New Year, Same Problem

The New Year brings with it the customary flurry of optimistic economic commentary. Forecasters get a trouser tumescence and revise the growth outlook slightly upward, ministers cite green shoots, business lobby groups issuing cautiously hopeful statements.

Forgive some scepticism. Britain has been here before, and the structural constraints on growth have not shifted materially in the eighteen months since Labour took office.

The UK’s fundamental problem is not cyclical. It is not a matter of waiting for rates to fall far enough or for global demand to pick up. It is structural.

We have the second-highest tax burden in our post-war history, a planning system that makes building anything of scale an act of heroic perseverance, and an energy policy that has consistently prioritised green insanity over affordable power for consumers and industry.

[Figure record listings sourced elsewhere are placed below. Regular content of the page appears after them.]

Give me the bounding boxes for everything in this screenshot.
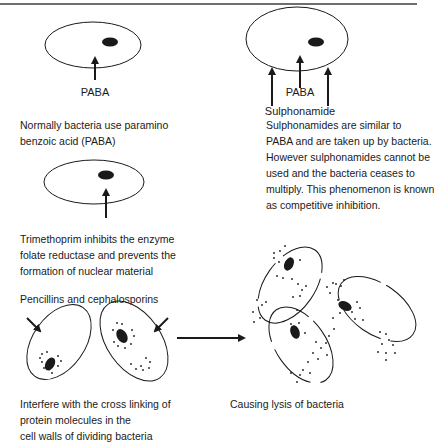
bacterium-normal [45, 22, 141, 80]
lysing-bacteria [245, 235, 417, 394]
nucleus-icon [102, 38, 118, 47]
paba-label: PABA [75, 85, 115, 99]
drug-arrow-icon [155, 318, 168, 331]
trimethoprim-caption: Trimethoprim inhibits the enzyme folate … [20, 231, 176, 279]
sulphonamide-caption: Sulphonamides are similar to PABA and ar… [266, 117, 434, 213]
nucleus-icon [98, 171, 114, 180]
normal-caption: Normally bacteria use paramino benzoic a… [20, 117, 168, 149]
penicillin-heading: Pencillins and cephalosporins [20, 291, 158, 307]
drug-arrow-icon [27, 318, 40, 331]
bacterium-trimethoprim [44, 160, 144, 218]
nucleus-icon [308, 38, 324, 47]
lysis-caption: Causing lysis of bacteria [230, 396, 344, 412]
penicillin-caption: Interfere with the cross linking of prot… [20, 396, 171, 444]
sulphonamide-label: Sulphonamide [250, 104, 350, 118]
paba-label: PABA [280, 85, 320, 99]
bacterium-dividing-a [14, 293, 105, 392]
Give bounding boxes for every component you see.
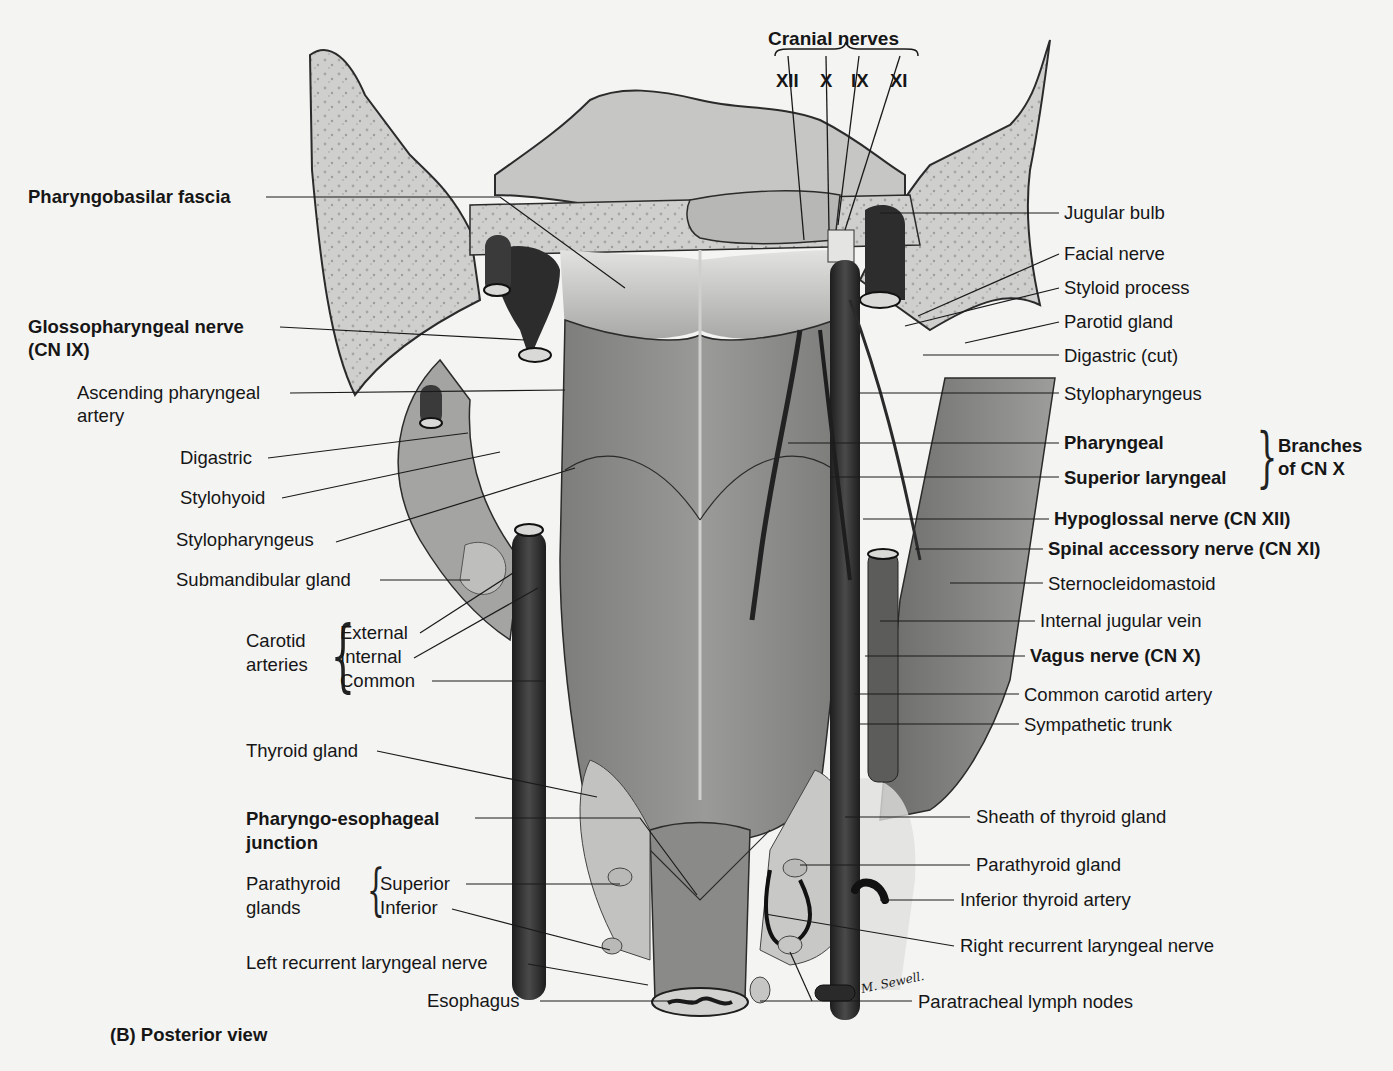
label-glossopharyngeal-cn: (CN IX) — [28, 339, 90, 361]
label-parathyroid-group-2: glands — [246, 897, 301, 919]
label-pharyngobasilar-fascia: Pharyngobasilar fascia — [28, 186, 231, 208]
pharynx-constrictors — [560, 320, 850, 845]
label-digastric: Digastric — [180, 447, 252, 469]
paratracheal-node-1 — [750, 977, 770, 1003]
label-styloid-process: Styloid process — [1064, 277, 1189, 299]
sternocleidomastoid-muscle — [880, 378, 1055, 820]
label-hypoglossal-nerve: Hypoglossal nerve (CN XII) — [1054, 508, 1290, 530]
label-pharyngo-esophageal: Pharyngo-esophageal — [246, 808, 439, 830]
label-carotid-external: External — [340, 622, 408, 644]
cn-xi-label: XI — [890, 70, 907, 92]
label-carotid-internal: Internal — [340, 646, 402, 668]
label-branches-group: Branches — [1278, 435, 1362, 457]
label-stylopharyngeus-right: Stylopharyngeus — [1064, 383, 1202, 405]
label-parathyroid-superior: Superior — [380, 873, 450, 895]
occipital-bone — [495, 91, 905, 210]
label-internal-jugular-vein: Internal jugular vein — [1040, 610, 1201, 632]
label-stylohyoid: Stylohyoid — [180, 487, 265, 509]
right-parathyroid — [783, 859, 807, 877]
esophagus-tube — [650, 823, 750, 1001]
label-left-recurrent-laryngeal: Left recurrent laryngeal nerve — [246, 952, 488, 974]
label-pharyngeal-branch: Pharyngeal — [1064, 432, 1164, 454]
label-vagus-nerve: Vagus nerve (CN X) — [1030, 645, 1201, 667]
label-carotid-common: Common — [340, 670, 415, 692]
figure-caption: (B) Posterior view — [110, 1024, 267, 1046]
label-ascending-pharyngeal-artery: artery — [77, 405, 124, 427]
petrous-ridge — [687, 191, 840, 244]
label-spinal-accessory-nerve: Spinal accessory nerve (CN XI) — [1048, 538, 1320, 560]
right-common-carotid — [830, 260, 860, 1020]
left-mandible-muscle — [398, 360, 520, 640]
label-sheath-of-thyroid: Sheath of thyroid gland — [976, 806, 1166, 828]
label-sympathetic-trunk: Sympathetic trunk — [1024, 714, 1172, 736]
label-carotid-group: Carotid — [246, 630, 306, 652]
label-right-recurrent-laryngeal: Right recurrent laryngeal nerve — [960, 935, 1214, 957]
cn-xii-label: XII — [776, 70, 799, 92]
label-esophagus: Esophagus — [427, 990, 520, 1012]
nerve-sheath-cuff — [828, 230, 854, 262]
label-digastric-cut: Digastric (cut) — [1064, 345, 1178, 367]
label-facial-nerve: Facial nerve — [1064, 243, 1165, 265]
label-glossopharyngeal-nerve: Glossopharyngeal nerve — [28, 316, 244, 338]
label-submandibular-gland: Submandibular gland — [176, 569, 351, 591]
label-jugular-bulb: Jugular bulb — [1064, 202, 1165, 224]
label-pharyngo-esophageal-junction: junction — [246, 832, 318, 854]
paratracheal-node-2 — [778, 936, 802, 954]
label-common-carotid-artery: Common carotid artery — [1024, 684, 1212, 706]
left-parathyroid-superior — [608, 868, 632, 886]
right-internal-jugular-vein — [868, 552, 898, 782]
label-parotid-gland: Parotid gland — [1064, 311, 1173, 333]
right-jugular-bulb — [865, 205, 905, 300]
left-parathyroid-inferior — [602, 938, 622, 954]
label-superior-laryngeal-branch: Superior laryngeal — [1064, 467, 1226, 489]
label-parathyroid-inferior: Inferior — [380, 897, 438, 919]
label-ascending-pharyngeal: Ascending pharyngeal — [77, 382, 260, 404]
cranial-nerves-title: Cranial nerves — [768, 28, 899, 50]
label-paratracheal-lymph-nodes: Paratracheal lymph nodes — [918, 991, 1133, 1013]
cn-ix-label: IX — [851, 70, 868, 92]
left-temporal-bone — [310, 50, 480, 395]
label-parathyroid-group: Parathyroid — [246, 873, 341, 895]
label-branches-group-2: of CN X — [1278, 458, 1345, 480]
label-carotid-group-2: arteries — [246, 654, 308, 676]
label-inferior-thyroid-artery: Inferior thyroid artery — [960, 889, 1131, 911]
branches-brace: } — [1257, 424, 1278, 490]
cn-x-label: X — [820, 70, 832, 92]
label-stylopharyngeus-left: Stylopharyngeus — [176, 529, 314, 551]
label-thyroid-gland: Thyroid gland — [246, 740, 358, 762]
label-sternocleidomastoid: Sternocleidomastoid — [1048, 573, 1216, 595]
label-parathyroid-gland: Parathyroid gland — [976, 854, 1121, 876]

Solving any one of these problems does not require ideological revolution. It just needs competent, sustained attention and a willingness to take on vested interests.

The planning reforms announced last year were a start; they need to go considerably further. The business rates system remains a punitive absurdity for physical enterprises. The NI threshold freeze is quietly strangling low-margin employment. Income tax thresholds will continue to disincentivise earning more until 2031.

The government has the parliamentary majority to act decisively, but lacks the political backbone and brainpower to do anything useful with it.